At first they looked at installing rooftop solar but with the community’s social housing in the hands of the NT government, that was unlikely to happen. Instead, they started looking at a more expensive and ambitious option.

“We are building with the community a 100 kilowatt solar farm, with 136 kilowatt hour battery connected to it,” says Lauren. “And that solar farm will self supply the community’s energy needs throughout the day. And the battery will supply some of the energy needs at night.”

The community is getting its own microgrid, a project Lauren Mellor estimates will cost around $650,000. Original Power covered that money by fundraising from philanthropic donors. The solar panels will power the community, but they’ll also keep the lights on at other times by providing locals credits on their power bills.

“At the moment,” says Lauren, “Marlinja residents will drive to the shop mostly on a daily basis. They’ll purchase a power card, they’ll come home, they’ll top up their credit, and that will last as long as they’re able to afford to. Now what will happen is the solar microgrid will produce the power for the community in the back end, that will be distributed as credit onto their meters, and a resident will come inside the house, check their meter, and instead of being in deficit in the morning, that resident should have $20 to $30 each day applied to their meter.”

There are limitations to this model – the most obvious being the high initial cost. Original Power is hoping that once the grid is up and running, the community will be able to sell excess power and make a profit, incentivising other communities to invest in similar projects.

Elsewhere in the Outback, communities are being approached by major renewables developers to consider large scale solar, hydrogen and wind projects on their lands.

Karrina Nolan is the executive director of Original Power. “Lots of people didn’t have any information and weren’t sure what solar farms would look like, what the scale would be.

“We talked to some Traditional Owners and said it actually it could take you two days to walk around the size of that potential site.

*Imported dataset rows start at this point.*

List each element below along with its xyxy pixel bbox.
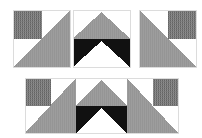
composite-strip bbox=[25, 78, 178, 133]
strip-tile-a bbox=[25, 78, 76, 133]
strip-tile-c bbox=[127, 78, 178, 133]
tile-c-hatched-square bbox=[168, 10, 197, 39]
pattern-svg bbox=[0, 0, 202, 138]
strip-tile-b bbox=[76, 78, 127, 133]
strip-tile-a-hatched-square bbox=[25, 78, 51, 106]
tile-a bbox=[13, 10, 70, 67]
tile-b bbox=[73, 10, 130, 67]
strip-tile-c-hatched-square bbox=[153, 78, 179, 106]
tile-pattern-figure bbox=[0, 0, 202, 138]
tile-a-hatched-square bbox=[13, 10, 42, 39]
tile-c bbox=[139, 10, 196, 67]
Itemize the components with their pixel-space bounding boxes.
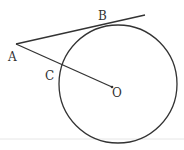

So there wasn’t enough information about what the project footprint would look like and potential impacts on Country. But also on the flip side of that, there wasn’t enough information about what the benefits could be.”

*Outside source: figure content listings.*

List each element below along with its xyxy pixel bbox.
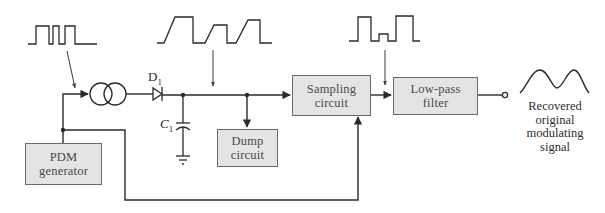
ground-icon xyxy=(176,156,190,164)
capacitor-label: C1 xyxy=(160,116,173,134)
low-pass-filter-block: Low-pass filter xyxy=(393,77,478,115)
pdm-waveform-pointer-arrow xyxy=(67,51,75,88)
capacitor-icon xyxy=(176,95,190,156)
sampling-circuit-label-line1: Sampling xyxy=(307,82,357,96)
diode-label: D1 xyxy=(148,69,162,87)
dump-circuit-label-line1: Dump xyxy=(231,134,263,148)
pdm-to-source-wire xyxy=(63,94,88,143)
low-pass-filter-label-line2: filter xyxy=(423,96,449,110)
pdm-generator-block: PDM generator xyxy=(25,143,102,185)
pdm-input-waveform xyxy=(28,26,97,44)
dump-circuit-block: Dump circuit xyxy=(217,129,278,167)
recovered-signal-waveform xyxy=(520,70,589,93)
current-source-icon xyxy=(90,83,126,105)
dump-circuit-label-line2: circuit xyxy=(231,148,264,162)
sampling-circuit-label-line2: circuit xyxy=(315,96,348,110)
output-terminal-icon xyxy=(502,92,507,97)
low-pass-filter-label-line1: Low-pass xyxy=(410,82,460,96)
sampling-circuit-block: Sampling circuit xyxy=(292,75,371,116)
diode-icon xyxy=(153,87,162,101)
ramp-waveform xyxy=(157,17,272,43)
sampled-waveform xyxy=(349,16,420,41)
pdm-generator-label-line2: generator xyxy=(39,164,88,178)
pdm-to-sampling-wire xyxy=(63,117,358,200)
recovered-signal-caption: Recovered original modulating signal xyxy=(513,100,597,154)
pdm-generator-label-line1: PDM xyxy=(50,150,78,164)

Karrina Nolan has been helping those groups negotiate with renewables developers. For some, it means making sure energy goes back into the communities that desperately need it, like Marlinja. For others, it means negotiating equity stakes in big projects. The negotiation of those deals is something the federal government is paying attention to with its First Nations Clean Energy Strategy expected to be released soon.

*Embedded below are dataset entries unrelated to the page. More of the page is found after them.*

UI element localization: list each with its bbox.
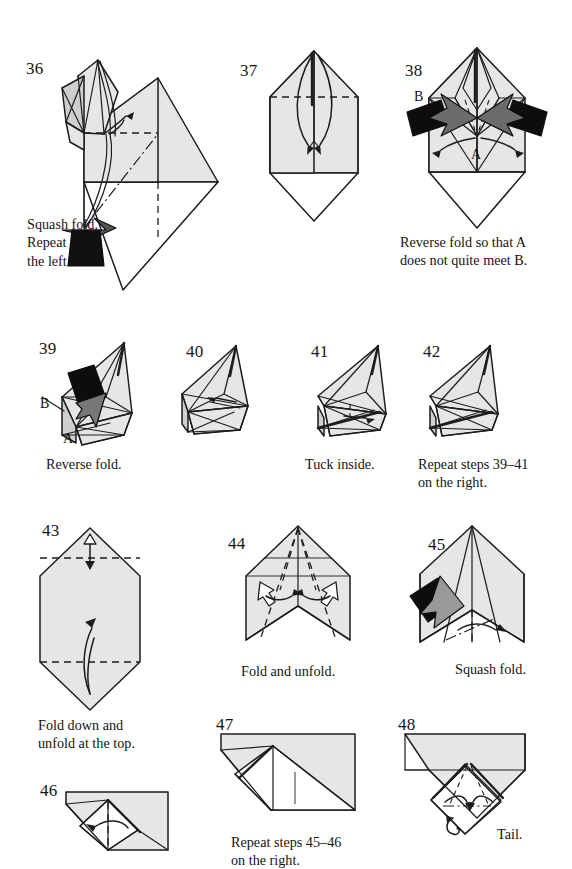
step-39-caption: Reverse fold.: [46, 455, 186, 473]
step-39-label-a: A: [63, 432, 73, 446]
step-45-diagram: [400, 518, 550, 658]
step-38-label-b: B: [414, 90, 423, 104]
step-46-diagram: [60, 788, 180, 858]
step-38-caption: Reverse fold so that A does not quite me…: [400, 233, 572, 270]
step-37-number: 37: [240, 62, 257, 79]
step-47-diagram: [215, 730, 365, 825]
step-38-number: 38: [405, 62, 422, 79]
step-41-caption: Tuck inside.: [305, 455, 425, 473]
step-36-number: 36: [26, 60, 43, 77]
step-45-number: 45: [428, 536, 445, 553]
step-39-label-b: B: [40, 397, 49, 411]
step-37-diagram: [250, 45, 380, 235]
origami-instruction-page: 36 Squash fold. Repeat on the left. 37: [0, 0, 572, 869]
step-47-caption: Repeat steps 45–46 on the right.: [231, 833, 396, 869]
step-44-number: 44: [228, 535, 245, 552]
step-48-caption: Tail.: [497, 825, 557, 843]
step-44-diagram: [230, 520, 370, 650]
step-41-number: 41: [311, 343, 328, 360]
step-36-caption: Squash fold. Repeat on the left.: [27, 215, 147, 270]
step-48-number: 48: [398, 716, 415, 733]
step-42-caption: Repeat steps 39–41 on the right.: [418, 455, 572, 492]
step-43-caption: Fold down and unfold at the top.: [38, 716, 188, 753]
step-45-caption: Squash fold.: [455, 660, 572, 678]
step-38-label-a: A: [471, 148, 481, 162]
step-40-number: 40: [186, 343, 203, 360]
step-44-caption: Fold and unfold.: [241, 662, 401, 680]
step-46-number: 46: [40, 782, 57, 799]
step-43-diagram: [30, 518, 180, 718]
step-43-number: 43: [42, 522, 59, 539]
step-39-number: 39: [39, 340, 56, 357]
step-47-number: 47: [216, 716, 233, 733]
step-42-number: 42: [423, 343, 440, 360]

Karrina Nolan says the government needs to ensure communities have the resources and information to negotiate with developers.

“Imagine if we had the opportunity to rewrite the rules in how mining was done twenty years ago – if we do it in a way that really benefits generations to come, if it was economic development done the right way. I think there really is an opportunity to get this right.”

Back in Marlinja, Chantelle Johns is now working for a Original Power as its community liaison officer. She’s looking forward to the town’s new grid being switched on in the coming weeks. She hopes it keeps the lights on and helps keep locals living in the community where they were born.

“The culture is so strong here – all their cultural practices and everything. So it’s home, you know, and no one wants to leave their home just because we can’t get certain things like other people get in towns or cities. To us, we sit here and think, well that’s not fair. Just because we’re in a community, we should have those things too.

“But in order for us to get those things, we have to do it ourself.”